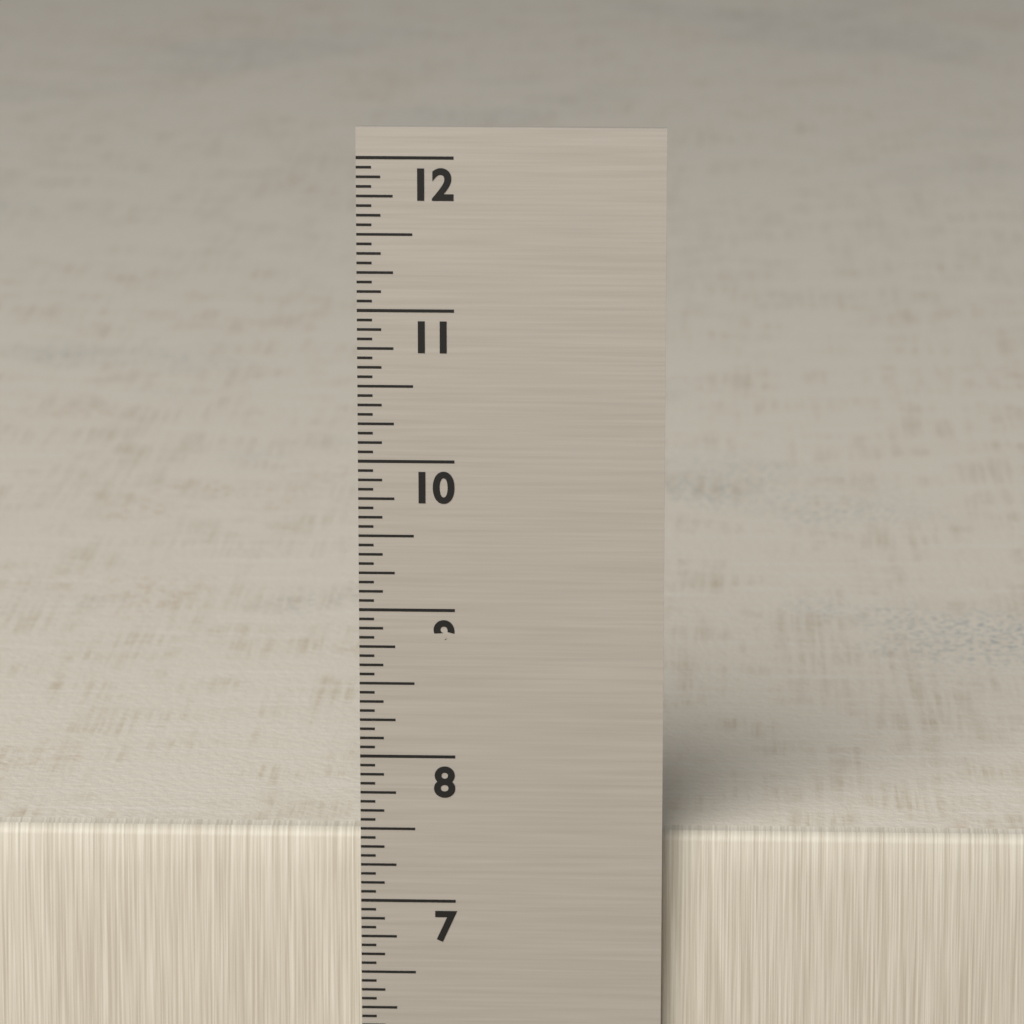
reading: 7.4375 in
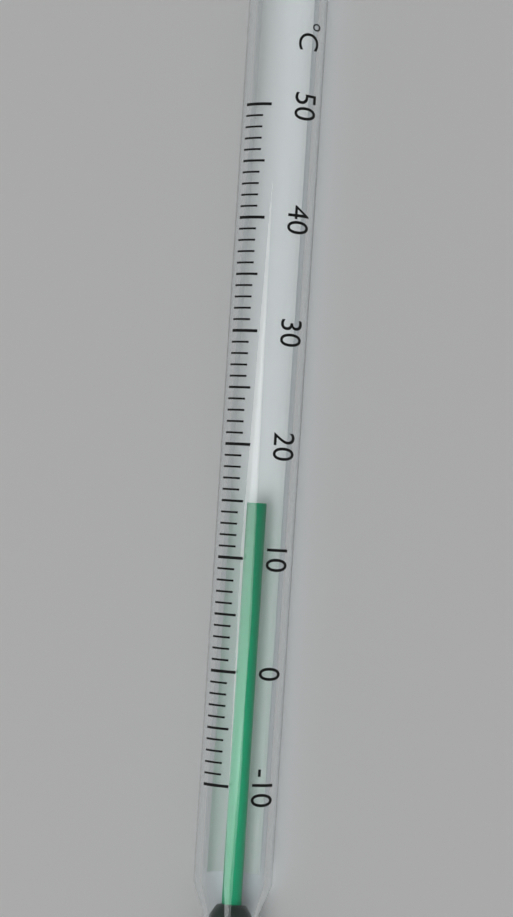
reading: 15 °C
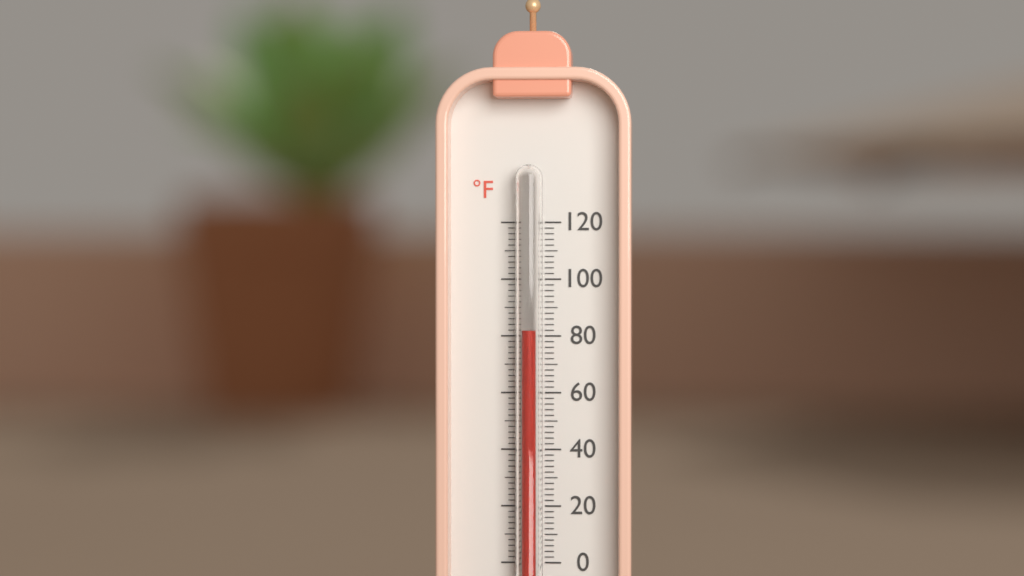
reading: 82 °F
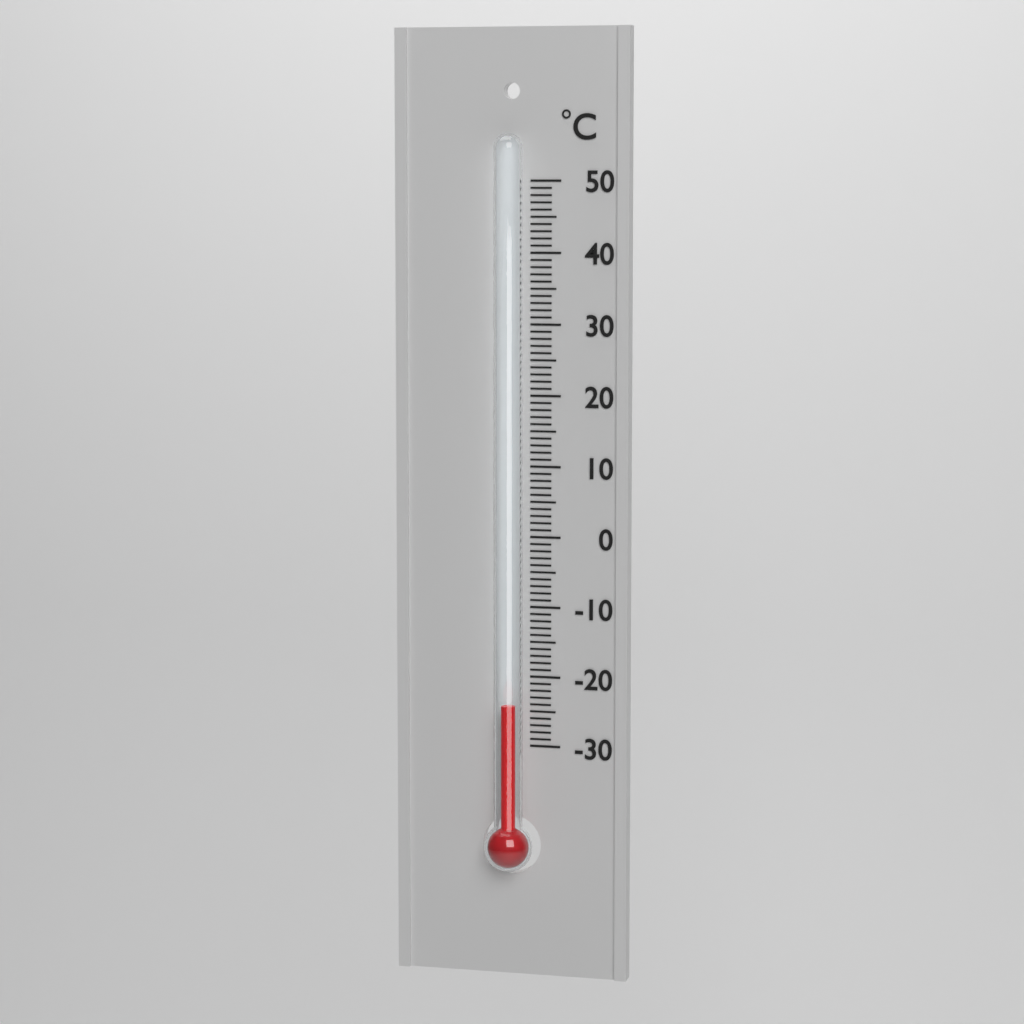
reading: -24 °C
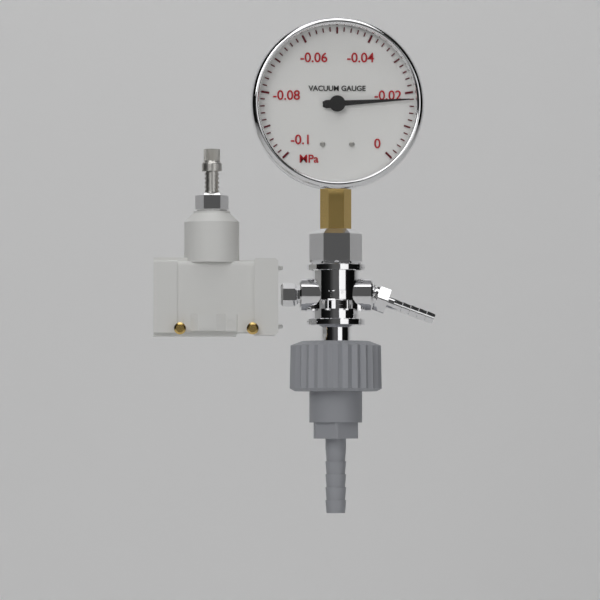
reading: -0.018 MPa
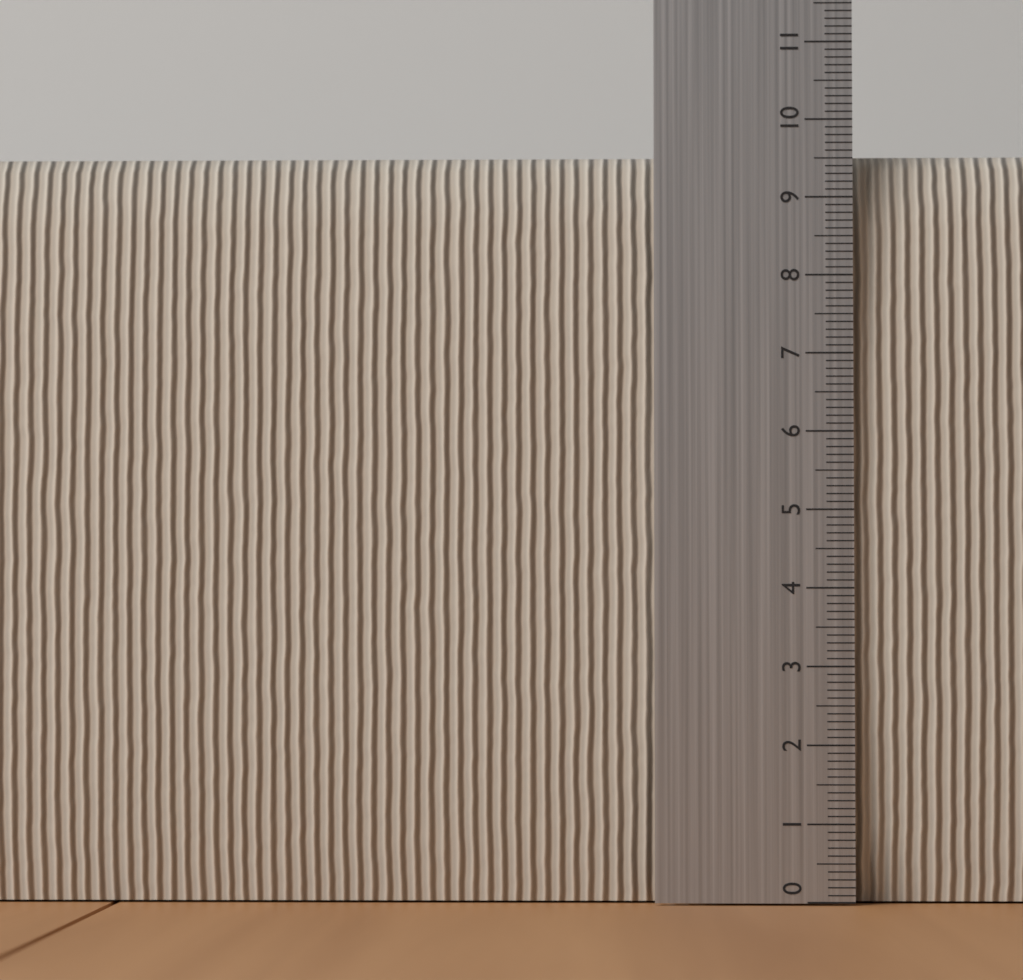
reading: 9.6 (no unit)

——

• _YOUR ASSIGNMENT_:
Would you please retype all the data exactly? Leave out whatever pictures it holds.

• _ANSWER_:
reading: 7.4375 in
reading: 15 °C
reading: 82 °F
reading: -24 °C
reading: -0.018 MPa
reading: 9.6 (no unit)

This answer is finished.